Do we want to canonicalize transport failure modes into an enum or are we
happy with a boolean indicating transient vs. durable. What failure modes
will we have

  • wire incompatability which can occur at any time and while is in theory
    transient you may not want your application to continue working
  • unreachable
  • internal implementation error
  • redirection. the addressed service has moved elsewhere

Naming inconsistency in NettyServerBuilder

I noticed that NettyServerBuilder has the methods userBossEventLoopGroup and workerEventLoopGroup.

Why the user prefix in userBossEventLoopGroup, why not simply bossEventLoopGroup?

Decompression occurring in Transport thread

Apparently we are decompressing in the transport thread just so that we are able to provide the correct byte length to messageRead(). It seems we should remove the length argument to messageRead(), use Buffers.openStream(nextFrame, true), pass that stream to messageRead() (instead of calling toByteArray), and then set nextFrame = null.

Idea config breaks clean gradle build

$ gradle clean
$ gradle build
FAILURE: Build failed with an exception.

* Where:
Build file '/home/ejona/clients/grpc-java/integration-testing/build.gradle' line: 31

* What went wrong:
A problem occurred evaluating project ':stubby-integration-testing'.
> java.lang.NullPointerException (no error message)

Commenting out line 31 works around the problem, but obviously doesn't solve it:

excludeDirs = [file('.gradle')]
//excludeDirs += files(file("$buildDir/").listFiles())
excludeDirs -= file("$buildDir/generated-sources")

Consider making Channel/Server abstract classes

They were interfaces previously because of the bane of Service and the need to extend Abstract*Service in ChannelImpl/ServerImpl.
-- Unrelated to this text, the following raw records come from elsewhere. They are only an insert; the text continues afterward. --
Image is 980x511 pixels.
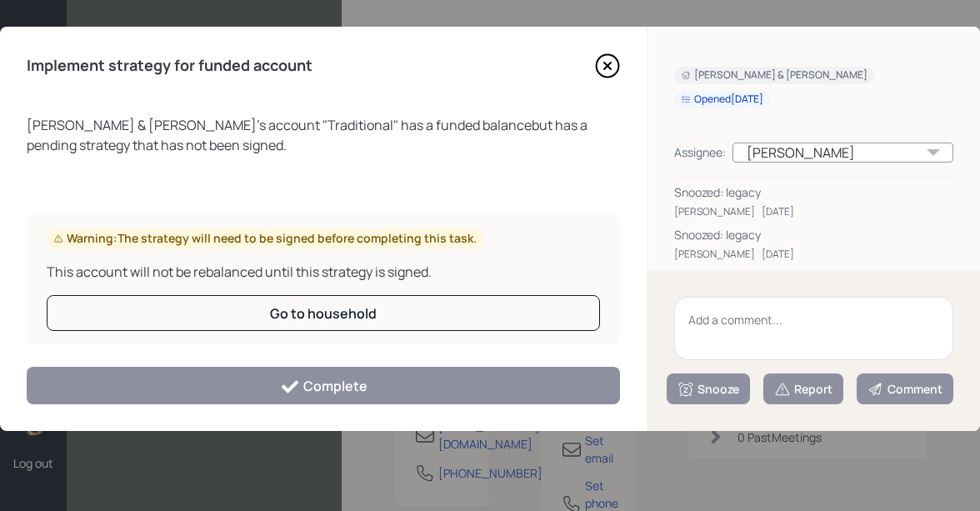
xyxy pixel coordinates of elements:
div: [PERSON_NAME] [733,143,954,162]
div: Snooze [678,381,739,397]
div: Snoozed: legacy [675,184,954,201]
div: Warning: The strategy will need to be signed before completing this task. [53,230,476,247]
div: [PERSON_NAME] & [PERSON_NAME] 's account " Traditional " has a funded balance but has a pending s... [26,115,620,154]
button: Comment [857,373,954,404]
div: [PERSON_NAME] [675,247,755,261]
div: Snoozed: snooze [675,268,954,286]
div: [PERSON_NAME] [675,204,755,219]
div: Go to household [270,304,376,323]
div: [PERSON_NAME] & [PERSON_NAME] [681,68,867,83]
button: Complete [26,366,620,404]
h4: Implement strategy for funded account [26,56,312,75]
div: Assignee: [675,143,726,160]
div: [DATE] [762,247,794,261]
div: [DATE] [762,204,794,219]
div: Report [774,381,832,397]
button: Go to household [47,294,600,330]
button: Snooze [667,373,751,404]
div: Comment [867,381,943,397]
div: Complete [280,376,368,396]
div: Snoozed: legacy [675,225,954,243]
div: This account will not be rebalanced until this strategy is signed. [47,261,600,282]
button: Report [763,373,844,404]
div: Opened [DATE] [681,92,763,107]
Now that Service is gone from those APIs, we could swap to using abstract classes to give us greater ability to add to the APIs in the future.

Netty HTTP/2 negotiation fails silently if ALPN/NPN in classpath, but jetty_alpn not in bootclasspath

If you properly have ALPN/NPN in your classpath, but lack jetty_alpn in your bootclasspath, then we just hang after sending a SETTINGS frame. ALPN never happens, but "unsupported" isn't even called because that is normally called by jetty_alpn.

This makes it hard for users to determine what is wrong with their setup.

The only idea I have for a fix is to set a boolean when our ClientProvider is called and detect if it isn't set.

Remove Guava's Service from transport API

For similar reasons as #21, but more for ourselves instead of our users.

This will allow us to be much more precise and have nuances explicitly like how a connection can GOAWAY for new streams but keep the old streams processing.